PROVIDED DATA section start

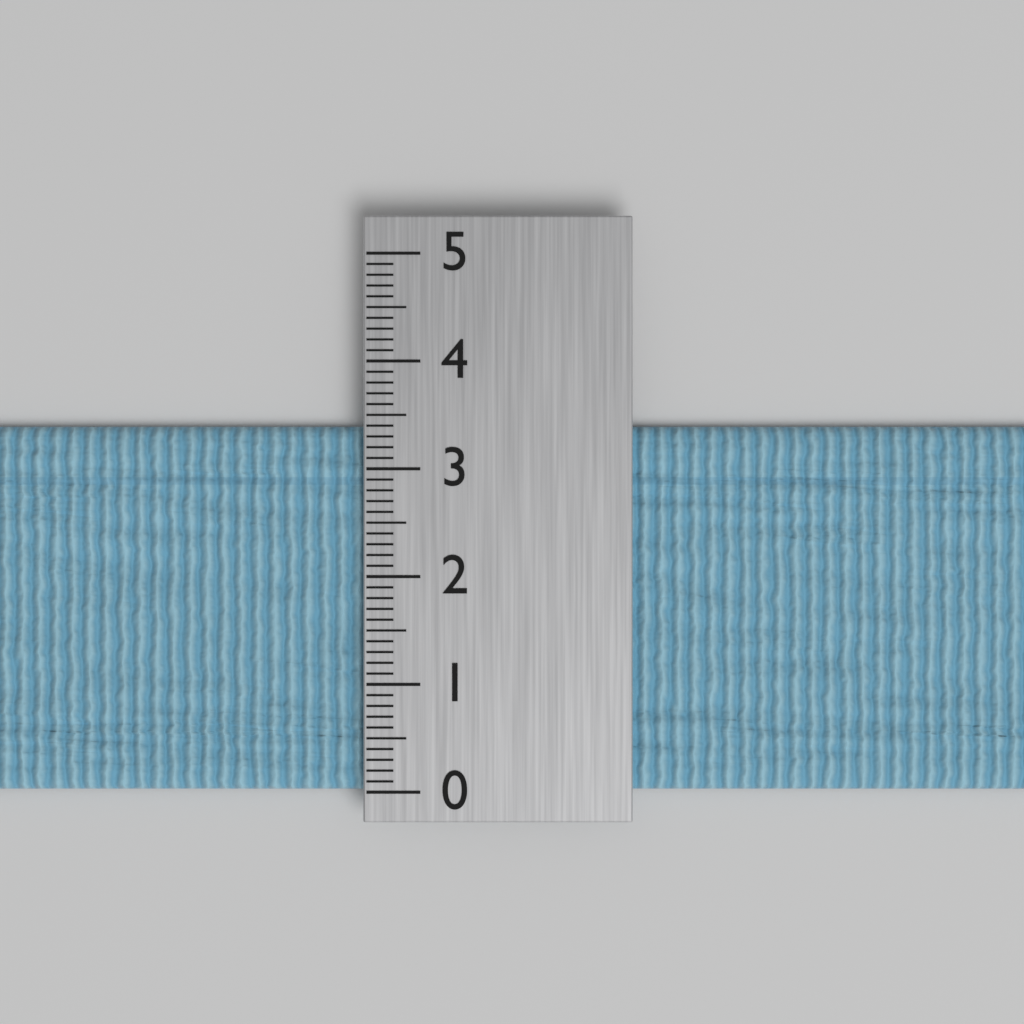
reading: 3.4 (no unit)
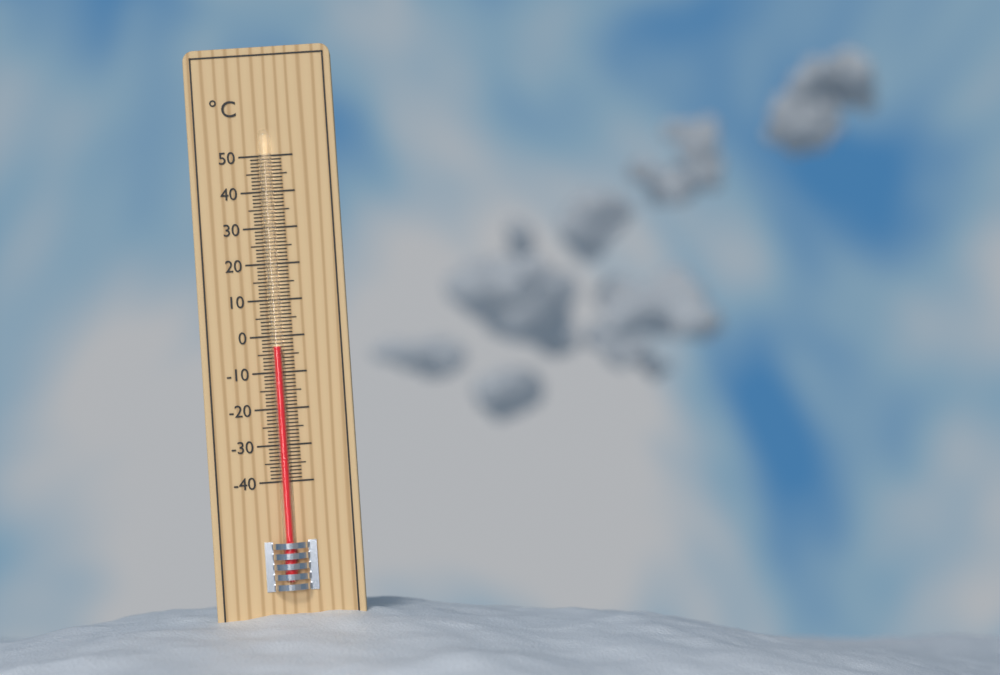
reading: -3 °C
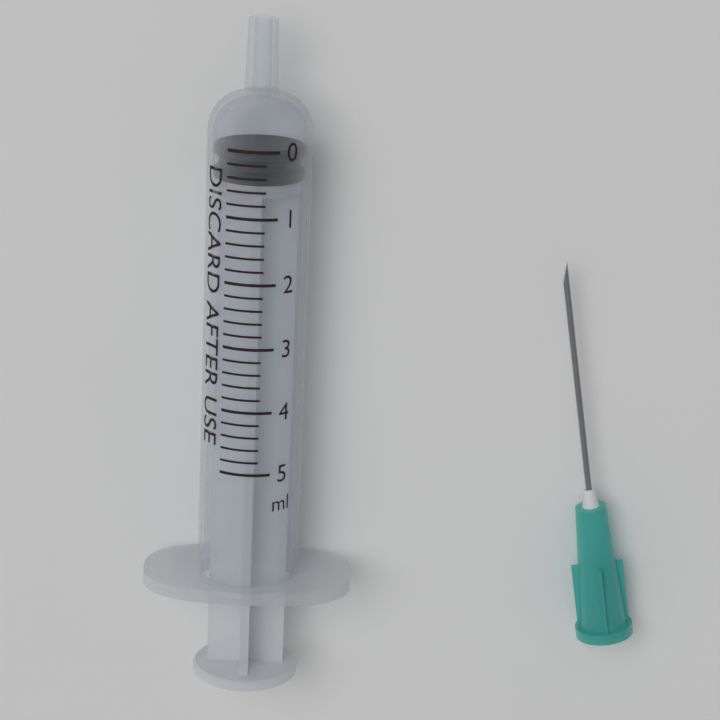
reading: 0.0 ml
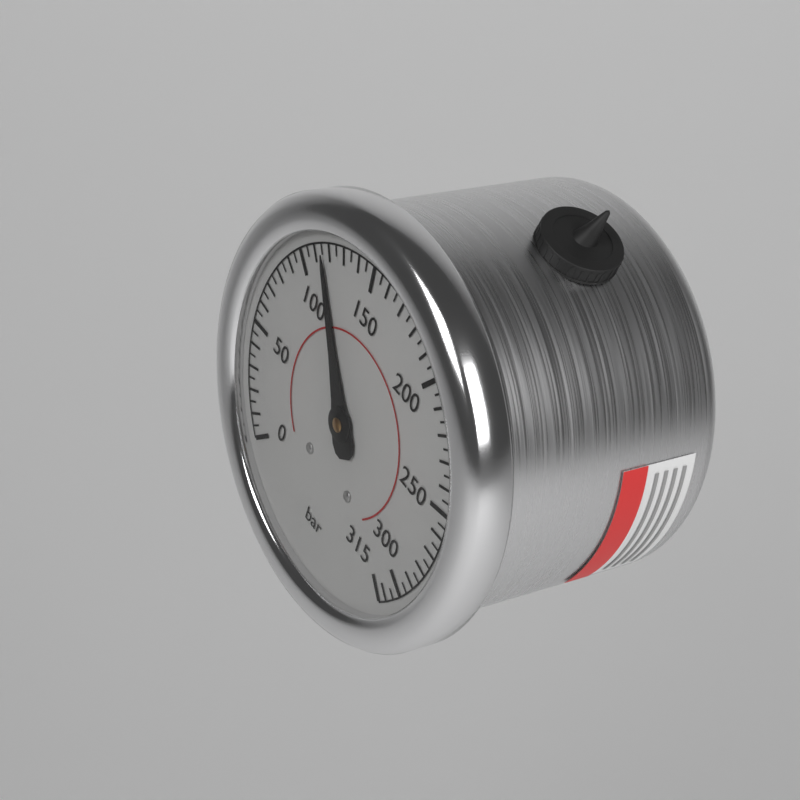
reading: 115 bar
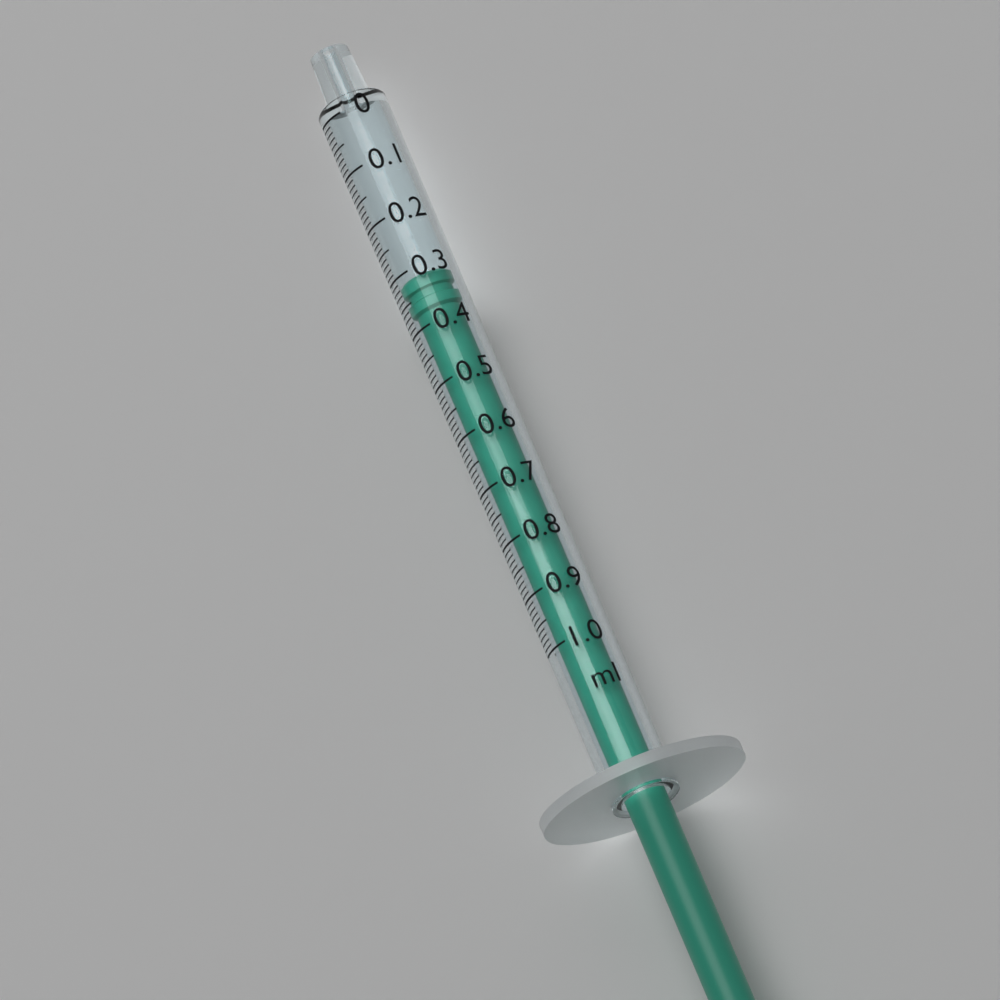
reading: 0.31 ml
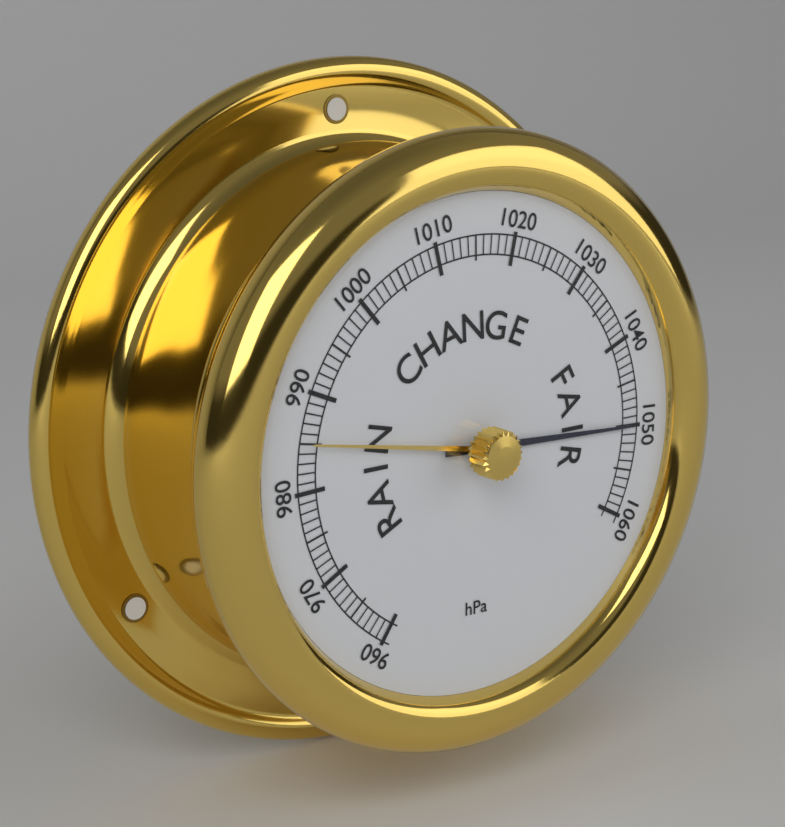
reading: 1050 hPa
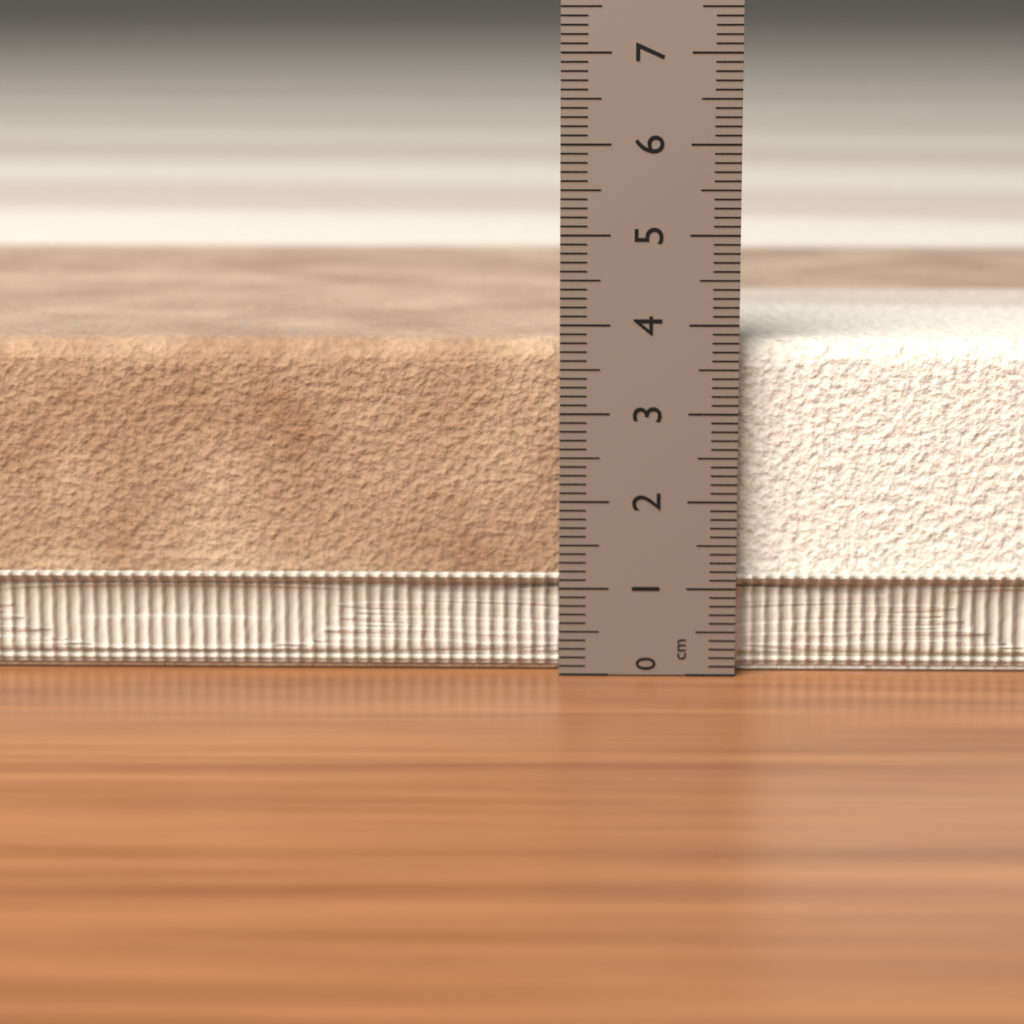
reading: 3.8 cm
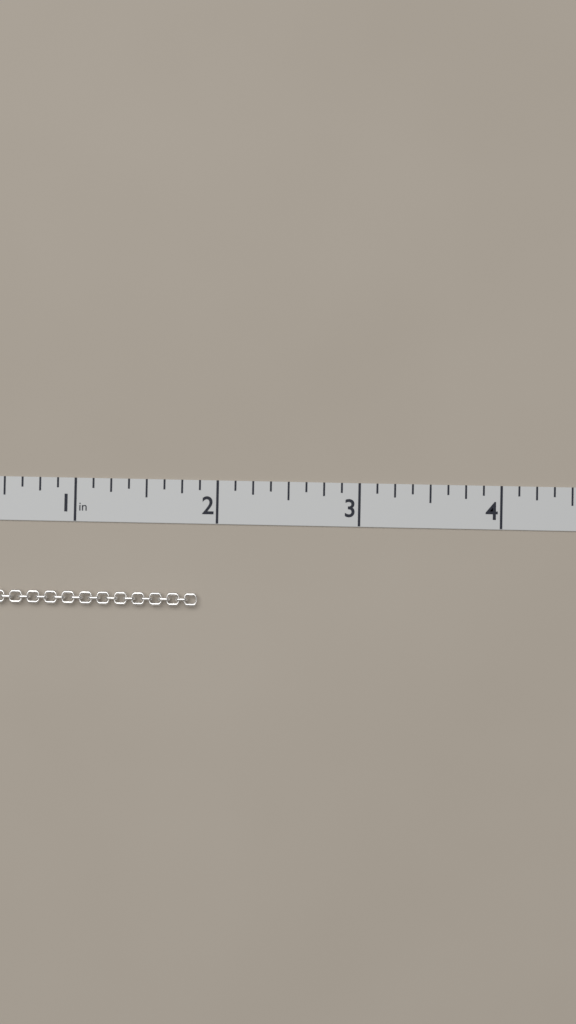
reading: 1.875 in
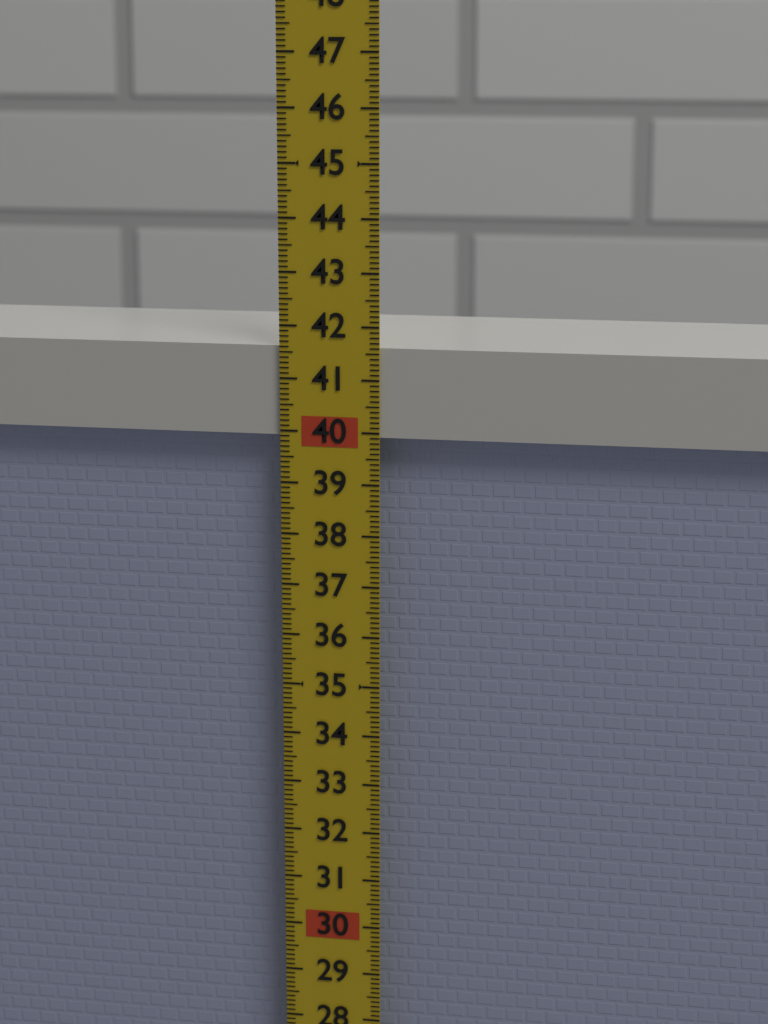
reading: 41.6 (no unit)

PROVIDED DATA section end

-- WHAT TO DO --
Please print the records above word for word, leaving every image out.

-- RESULT --
reading: 3.4 (no unit)
reading: -3 °C
reading: 0.0 ml
reading: 115 bar
reading: 0.31 ml
reading: 1050 hPa
reading: 3.8 cm
reading: 1.875 in
reading: 41.6 (no unit)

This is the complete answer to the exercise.